MICRO 1
Takehisa Kosugi
MICRO 1 – Wrap a live microphone with a very large sheet of paper. Make a light bundle. Keep the microphone live for another 5 minutes. T. Kosugi – (1961)
Arika have been creating events since 2001. The Archive is space to share the documentation of our work, over 600 events from the past 20 years. Browse the archive by event, artists and collections, explore using theme pairs, or use the index for a comprehensive overview.
MICRO 1 – Wrap a live microphone with a very large sheet of paper. Make a light bundle. Keep the microphone live for another 5 minutes. T. Kosugi – (1961)
A black hole of dense heaviosity, full of slow motion riffage, tectonic pummel and massive planet destroying rock.
A dismantled, performed film, where a narrator pieces together the sounds, images and storytelling of a documentary about Hurricane Katrina before a live audience.
A chorister attempting to sing Vivaldi, with live accompaniment, while trampolining for 20 minutes.
There exist places in our towns and cities that are created not by design, but by circumstance. Shadowed Spaces was a tour of overlooked, bypassed and unconsidered nooks and crannies with 3 musicians.
Can we use sound, repetition and difference to personally and collectively engage with space, time and labour?
In which Storyboard P and members of Project X pick a song, freestyle to it, chat with us about what dancing means to them, then pick another song, freestyle, chat, repeat…
Come for the crip ingenuity; stay for the smooth feels of what it is to be each other’s everything.
Watching films and chatting with Karrabing members about those films: as they attend to the memory and practice of the ancestral present and the ancestral catastrophe that Karrabing and their more-than-human world find themselves facing.
Beatriz will explore her thinking, on film as translation, plural subjectivity or land-based militancy. Discussion will centre around her work Oriana and its companion piece Oenanthe, which will be screened in full.
A recorded a conversation that grounds the Episode, exploring Ailton Krenak’s thinking and distinct poetics of life; as it work against capitalism and fascism, as a denunciation of political alliances, and maybe even of ‘politics’.
An informal conversation, over breakfast, about how abolition and movement work structures Mijke and Nat’s approach to transfeminism, ahead of their new book Trans Femme Futures.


# [Exercise description]
Scan the lines below for "antireflection" and copy the matches.

___ Provided material ___

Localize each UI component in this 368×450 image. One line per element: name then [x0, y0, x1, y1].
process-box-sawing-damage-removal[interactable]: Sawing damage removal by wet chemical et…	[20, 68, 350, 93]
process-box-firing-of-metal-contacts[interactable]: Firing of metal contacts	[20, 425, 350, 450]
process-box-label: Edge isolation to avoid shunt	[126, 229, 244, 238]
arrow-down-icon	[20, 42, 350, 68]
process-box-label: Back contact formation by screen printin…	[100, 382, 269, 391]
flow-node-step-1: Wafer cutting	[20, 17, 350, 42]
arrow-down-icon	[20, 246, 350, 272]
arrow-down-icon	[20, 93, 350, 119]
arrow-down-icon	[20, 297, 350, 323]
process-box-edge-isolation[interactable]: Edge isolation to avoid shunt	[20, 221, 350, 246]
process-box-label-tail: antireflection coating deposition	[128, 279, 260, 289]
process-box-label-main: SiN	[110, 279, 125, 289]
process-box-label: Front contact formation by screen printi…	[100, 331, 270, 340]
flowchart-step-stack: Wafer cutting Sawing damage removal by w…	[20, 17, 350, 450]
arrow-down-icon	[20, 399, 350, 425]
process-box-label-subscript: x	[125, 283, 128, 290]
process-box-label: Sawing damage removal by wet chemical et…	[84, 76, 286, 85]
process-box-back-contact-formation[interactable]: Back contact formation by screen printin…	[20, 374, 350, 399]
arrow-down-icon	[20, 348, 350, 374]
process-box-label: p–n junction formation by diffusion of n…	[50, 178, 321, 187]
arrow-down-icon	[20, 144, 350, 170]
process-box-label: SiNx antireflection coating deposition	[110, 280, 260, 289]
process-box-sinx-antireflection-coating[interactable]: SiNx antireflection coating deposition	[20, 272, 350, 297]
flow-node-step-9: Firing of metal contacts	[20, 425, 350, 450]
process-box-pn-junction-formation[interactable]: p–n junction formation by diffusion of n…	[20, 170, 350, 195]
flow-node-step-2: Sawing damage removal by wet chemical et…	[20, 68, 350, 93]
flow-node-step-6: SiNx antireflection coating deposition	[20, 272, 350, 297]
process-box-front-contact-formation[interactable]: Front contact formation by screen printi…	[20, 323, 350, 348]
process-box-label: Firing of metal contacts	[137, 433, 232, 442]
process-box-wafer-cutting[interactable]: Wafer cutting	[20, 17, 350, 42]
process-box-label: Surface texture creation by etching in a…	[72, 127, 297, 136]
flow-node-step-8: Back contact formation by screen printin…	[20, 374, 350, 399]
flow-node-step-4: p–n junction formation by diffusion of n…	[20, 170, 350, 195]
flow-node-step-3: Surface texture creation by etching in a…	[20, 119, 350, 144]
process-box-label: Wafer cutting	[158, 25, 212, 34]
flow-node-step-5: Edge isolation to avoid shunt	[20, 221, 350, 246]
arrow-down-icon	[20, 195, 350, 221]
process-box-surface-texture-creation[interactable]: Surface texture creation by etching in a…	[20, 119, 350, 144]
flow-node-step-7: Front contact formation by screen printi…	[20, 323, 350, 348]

___
___ Provided material ___

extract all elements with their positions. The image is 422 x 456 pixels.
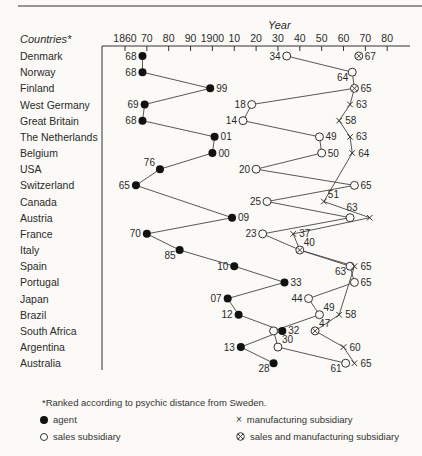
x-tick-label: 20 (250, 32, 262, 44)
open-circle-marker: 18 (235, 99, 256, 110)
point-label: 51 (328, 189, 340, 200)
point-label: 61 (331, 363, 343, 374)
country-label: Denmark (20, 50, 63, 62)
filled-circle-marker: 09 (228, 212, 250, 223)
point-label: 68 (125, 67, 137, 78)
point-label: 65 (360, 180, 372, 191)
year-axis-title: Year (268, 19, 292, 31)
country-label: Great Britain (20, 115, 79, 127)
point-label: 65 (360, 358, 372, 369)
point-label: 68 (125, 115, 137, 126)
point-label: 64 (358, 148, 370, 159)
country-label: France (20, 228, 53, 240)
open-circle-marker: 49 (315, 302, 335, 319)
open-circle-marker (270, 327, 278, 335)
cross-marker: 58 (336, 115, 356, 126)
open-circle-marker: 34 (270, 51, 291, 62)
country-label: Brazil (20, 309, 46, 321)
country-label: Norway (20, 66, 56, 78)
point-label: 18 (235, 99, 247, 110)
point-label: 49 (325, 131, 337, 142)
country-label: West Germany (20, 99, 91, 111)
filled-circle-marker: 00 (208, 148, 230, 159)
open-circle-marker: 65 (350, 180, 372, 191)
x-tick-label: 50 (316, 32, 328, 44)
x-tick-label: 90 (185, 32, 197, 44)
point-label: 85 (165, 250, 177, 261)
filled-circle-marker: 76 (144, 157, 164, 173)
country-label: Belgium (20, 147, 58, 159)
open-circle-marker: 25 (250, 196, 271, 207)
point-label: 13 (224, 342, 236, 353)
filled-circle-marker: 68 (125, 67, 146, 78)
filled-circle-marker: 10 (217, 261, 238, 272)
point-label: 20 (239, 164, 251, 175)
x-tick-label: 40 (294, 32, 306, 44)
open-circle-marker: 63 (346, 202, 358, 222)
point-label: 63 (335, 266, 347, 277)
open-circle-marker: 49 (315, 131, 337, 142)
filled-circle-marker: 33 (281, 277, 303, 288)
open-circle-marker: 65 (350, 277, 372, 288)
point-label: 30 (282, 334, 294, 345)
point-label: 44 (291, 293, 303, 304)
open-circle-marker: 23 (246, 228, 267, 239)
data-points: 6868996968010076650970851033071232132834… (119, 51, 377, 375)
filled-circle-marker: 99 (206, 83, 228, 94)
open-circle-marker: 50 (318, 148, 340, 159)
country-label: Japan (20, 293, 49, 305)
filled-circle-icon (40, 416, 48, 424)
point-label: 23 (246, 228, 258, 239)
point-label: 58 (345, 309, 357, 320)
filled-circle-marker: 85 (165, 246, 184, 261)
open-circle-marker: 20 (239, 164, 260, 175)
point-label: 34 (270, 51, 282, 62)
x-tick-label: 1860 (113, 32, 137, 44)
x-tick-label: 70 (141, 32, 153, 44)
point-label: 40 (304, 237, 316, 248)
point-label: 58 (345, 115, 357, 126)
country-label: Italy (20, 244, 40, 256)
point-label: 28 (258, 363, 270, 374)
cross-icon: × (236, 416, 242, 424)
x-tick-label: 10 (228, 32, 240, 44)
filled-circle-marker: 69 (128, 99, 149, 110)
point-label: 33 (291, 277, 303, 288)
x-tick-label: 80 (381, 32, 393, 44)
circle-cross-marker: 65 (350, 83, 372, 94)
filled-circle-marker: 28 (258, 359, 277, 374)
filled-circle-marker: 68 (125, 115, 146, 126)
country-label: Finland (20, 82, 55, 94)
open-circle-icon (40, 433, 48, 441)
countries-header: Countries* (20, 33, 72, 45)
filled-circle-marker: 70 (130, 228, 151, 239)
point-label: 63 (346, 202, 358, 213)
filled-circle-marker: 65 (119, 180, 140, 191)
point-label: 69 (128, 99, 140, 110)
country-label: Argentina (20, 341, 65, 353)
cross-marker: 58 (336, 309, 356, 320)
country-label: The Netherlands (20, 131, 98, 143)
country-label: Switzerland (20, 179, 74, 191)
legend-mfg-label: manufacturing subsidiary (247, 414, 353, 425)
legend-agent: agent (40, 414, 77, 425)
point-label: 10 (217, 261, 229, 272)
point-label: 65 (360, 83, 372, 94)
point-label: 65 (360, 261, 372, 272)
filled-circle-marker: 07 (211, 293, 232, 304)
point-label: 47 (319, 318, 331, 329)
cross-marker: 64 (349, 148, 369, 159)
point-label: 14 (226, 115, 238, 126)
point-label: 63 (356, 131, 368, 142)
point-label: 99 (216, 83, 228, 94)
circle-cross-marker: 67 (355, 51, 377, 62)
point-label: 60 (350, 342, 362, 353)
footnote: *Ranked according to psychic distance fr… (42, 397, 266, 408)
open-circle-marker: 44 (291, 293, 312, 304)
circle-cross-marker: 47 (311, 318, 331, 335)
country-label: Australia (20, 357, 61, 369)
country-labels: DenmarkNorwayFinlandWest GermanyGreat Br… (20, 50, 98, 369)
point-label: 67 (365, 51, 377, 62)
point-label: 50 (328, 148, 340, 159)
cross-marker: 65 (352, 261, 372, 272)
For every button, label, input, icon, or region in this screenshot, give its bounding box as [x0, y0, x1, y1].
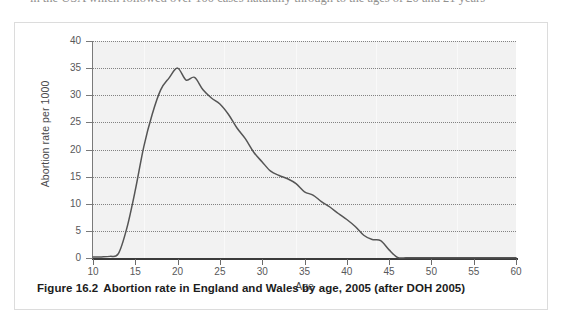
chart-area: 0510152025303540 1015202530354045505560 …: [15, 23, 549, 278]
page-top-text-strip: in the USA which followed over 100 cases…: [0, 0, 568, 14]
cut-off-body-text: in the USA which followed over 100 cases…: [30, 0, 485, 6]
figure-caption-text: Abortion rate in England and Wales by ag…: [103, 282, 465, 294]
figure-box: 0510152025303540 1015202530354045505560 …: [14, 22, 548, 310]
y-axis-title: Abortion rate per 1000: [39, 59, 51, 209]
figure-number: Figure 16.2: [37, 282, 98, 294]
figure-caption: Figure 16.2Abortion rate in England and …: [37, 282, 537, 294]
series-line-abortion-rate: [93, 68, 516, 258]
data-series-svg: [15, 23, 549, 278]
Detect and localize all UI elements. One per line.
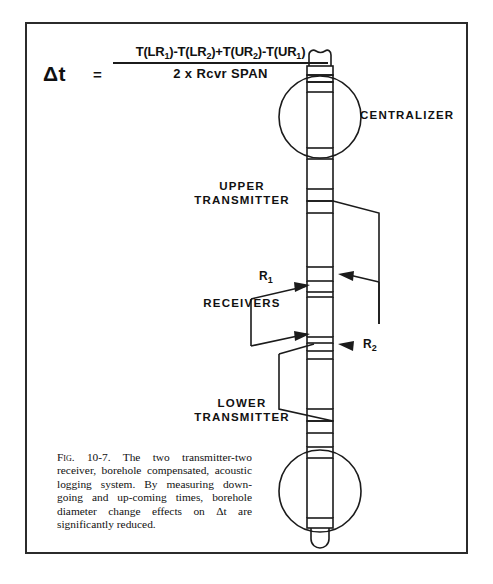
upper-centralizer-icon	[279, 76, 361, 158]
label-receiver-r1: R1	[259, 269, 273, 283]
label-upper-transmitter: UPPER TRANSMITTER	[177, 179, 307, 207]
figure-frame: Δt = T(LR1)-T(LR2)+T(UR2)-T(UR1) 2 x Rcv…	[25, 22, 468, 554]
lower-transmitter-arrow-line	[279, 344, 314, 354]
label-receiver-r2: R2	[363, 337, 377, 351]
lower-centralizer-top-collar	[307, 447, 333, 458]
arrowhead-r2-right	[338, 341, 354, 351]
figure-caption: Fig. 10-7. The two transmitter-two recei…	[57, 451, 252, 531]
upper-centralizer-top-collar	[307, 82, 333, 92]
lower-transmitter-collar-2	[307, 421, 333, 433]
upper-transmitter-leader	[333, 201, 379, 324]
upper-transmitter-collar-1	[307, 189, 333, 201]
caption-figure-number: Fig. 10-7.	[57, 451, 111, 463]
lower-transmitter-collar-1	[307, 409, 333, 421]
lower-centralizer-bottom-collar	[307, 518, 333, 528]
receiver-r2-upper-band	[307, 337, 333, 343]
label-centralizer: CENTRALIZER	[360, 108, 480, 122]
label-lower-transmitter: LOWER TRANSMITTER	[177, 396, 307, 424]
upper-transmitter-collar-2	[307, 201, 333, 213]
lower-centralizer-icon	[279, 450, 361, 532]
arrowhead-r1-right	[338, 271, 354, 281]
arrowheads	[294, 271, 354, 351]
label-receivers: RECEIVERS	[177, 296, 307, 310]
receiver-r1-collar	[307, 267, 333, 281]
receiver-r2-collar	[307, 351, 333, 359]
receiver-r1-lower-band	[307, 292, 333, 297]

___

# [Written solution]
process-box-label-tail: antireflection coating deposition	[128, 279, 260, 289]
process-box-label: SiNx antireflection coating deposition	[110, 280, 260, 289]
process-box-sinx-antireflection-coating[interactable]: SiNx antireflection coating deposition	[20, 272, 350, 297]
flow-node-step-6: SiNx antireflection coating deposition	[20, 272, 350, 297]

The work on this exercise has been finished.